Your goal:
Skip pictures in the listing below; copy exactly the lines from the one with "Image resolution: width=399" through the one with "This screenshot has width=614, height=868.", inclusive.

Available records:
● ● ● ● ●

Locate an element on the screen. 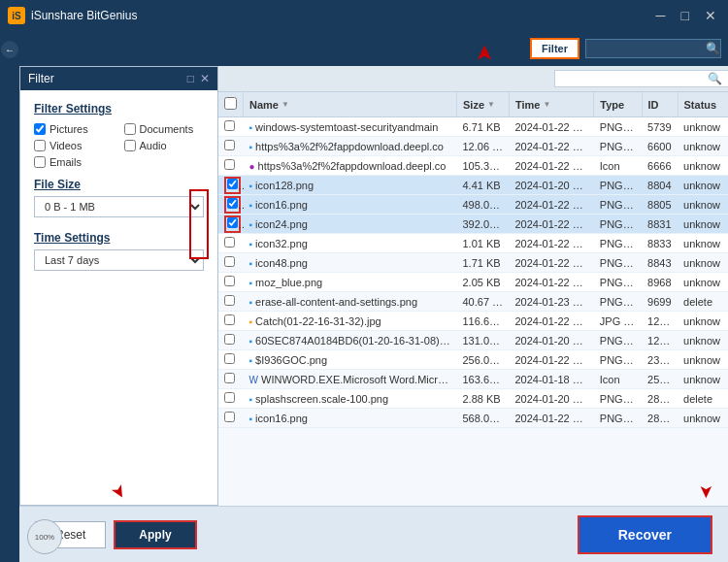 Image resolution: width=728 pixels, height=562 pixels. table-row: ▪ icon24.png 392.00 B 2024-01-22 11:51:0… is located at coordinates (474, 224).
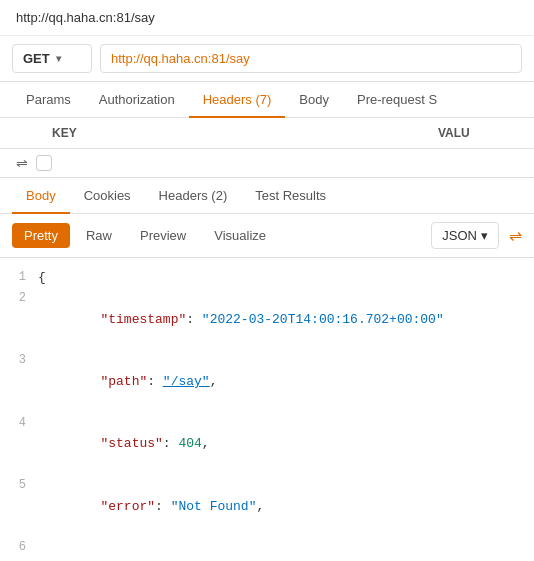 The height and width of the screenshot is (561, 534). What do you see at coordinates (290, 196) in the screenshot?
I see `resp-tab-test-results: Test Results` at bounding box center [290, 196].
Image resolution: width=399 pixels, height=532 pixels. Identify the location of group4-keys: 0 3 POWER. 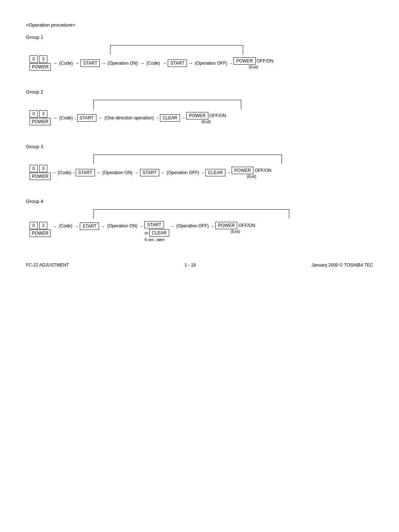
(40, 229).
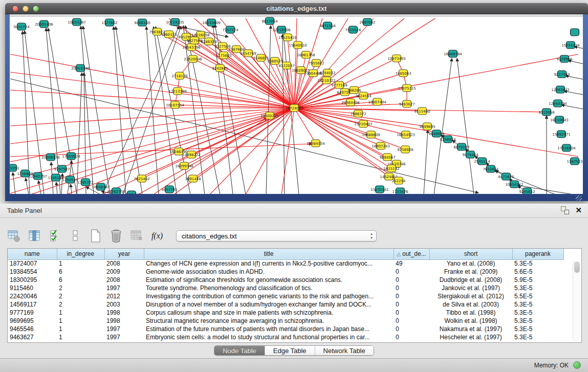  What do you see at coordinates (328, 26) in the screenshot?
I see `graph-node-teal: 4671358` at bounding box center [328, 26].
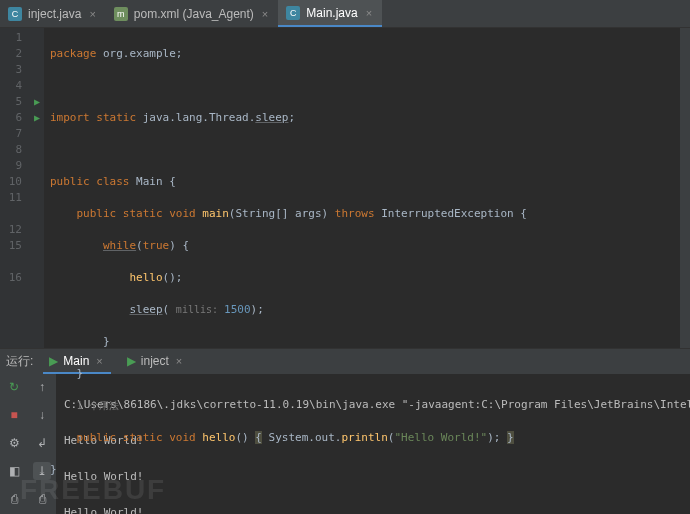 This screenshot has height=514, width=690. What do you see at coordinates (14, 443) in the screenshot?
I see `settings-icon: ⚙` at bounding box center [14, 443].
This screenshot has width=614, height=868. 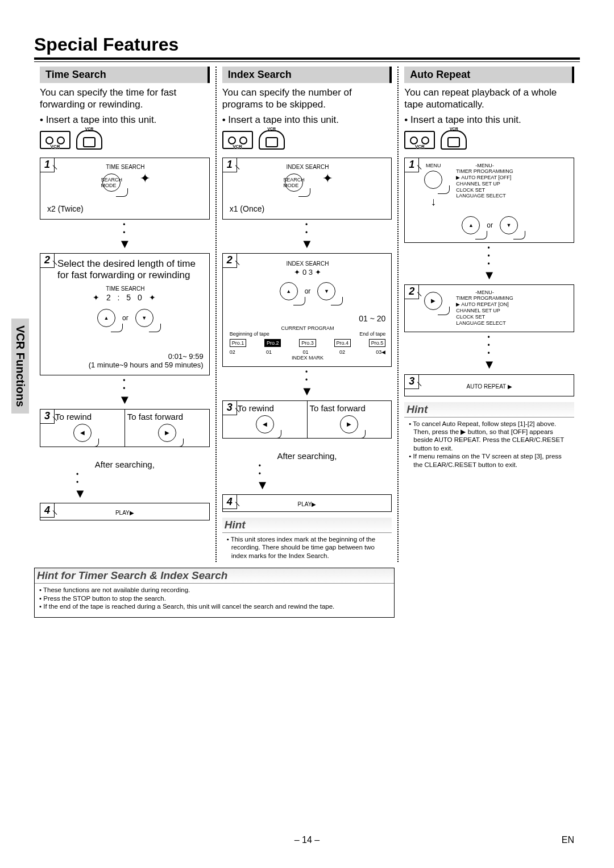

● ● ● ● ●

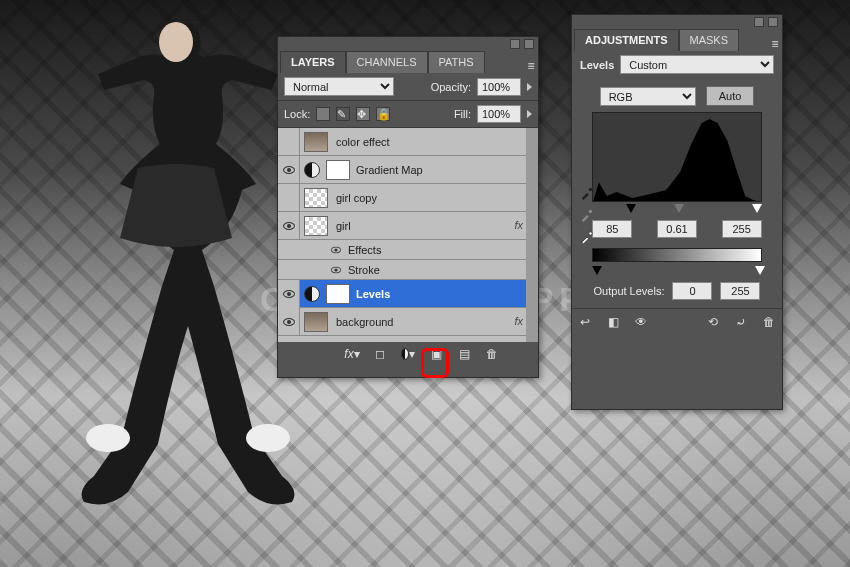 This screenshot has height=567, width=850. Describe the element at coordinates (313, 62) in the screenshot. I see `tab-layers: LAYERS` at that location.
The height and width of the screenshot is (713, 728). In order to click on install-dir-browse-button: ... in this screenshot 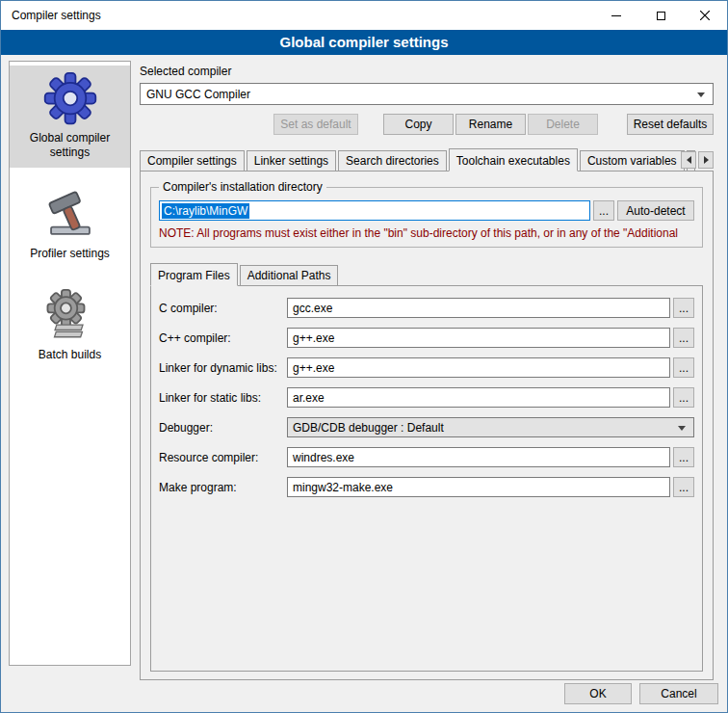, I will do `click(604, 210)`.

● ● ● ● ●

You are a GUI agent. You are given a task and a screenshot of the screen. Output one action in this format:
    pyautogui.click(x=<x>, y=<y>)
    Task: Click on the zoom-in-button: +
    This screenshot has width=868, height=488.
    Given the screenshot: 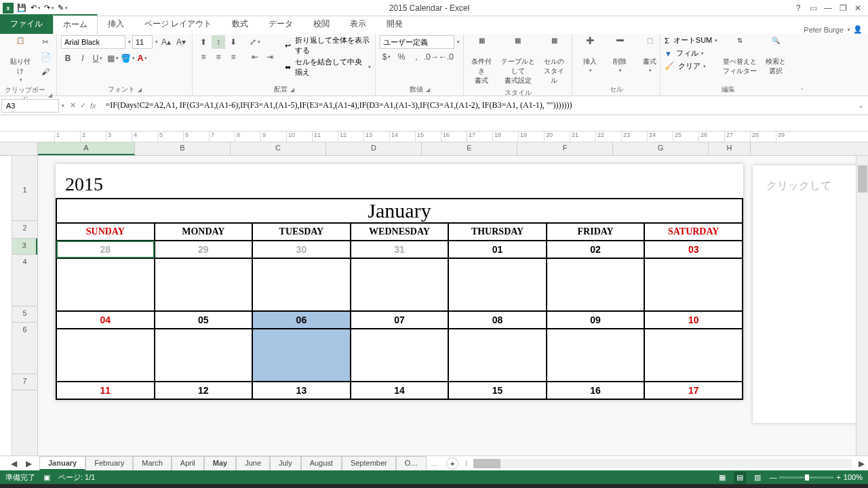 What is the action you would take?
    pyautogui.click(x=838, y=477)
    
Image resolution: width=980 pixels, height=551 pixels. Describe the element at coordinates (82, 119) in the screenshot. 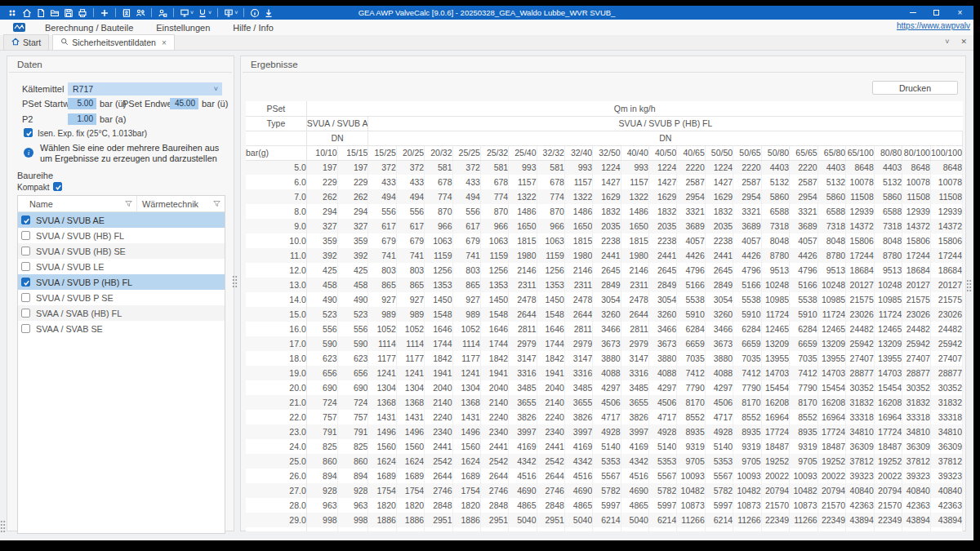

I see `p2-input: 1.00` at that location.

● ● ● ● ●

Finished exercise:
Image resolution: width=399 pixels, height=532 pixels. Identify the location of group4-keys: 0 3 POWER. 
(40, 229).
  What do you see at coordinates (328, 26) in the screenshot?
I see `graph-node-teal: 4671358` at bounding box center [328, 26].
 This screenshot has height=514, width=690. What do you see at coordinates (14, 443) in the screenshot?
I see `settings-icon: ⚙` at bounding box center [14, 443].
This screenshot has width=614, height=868. 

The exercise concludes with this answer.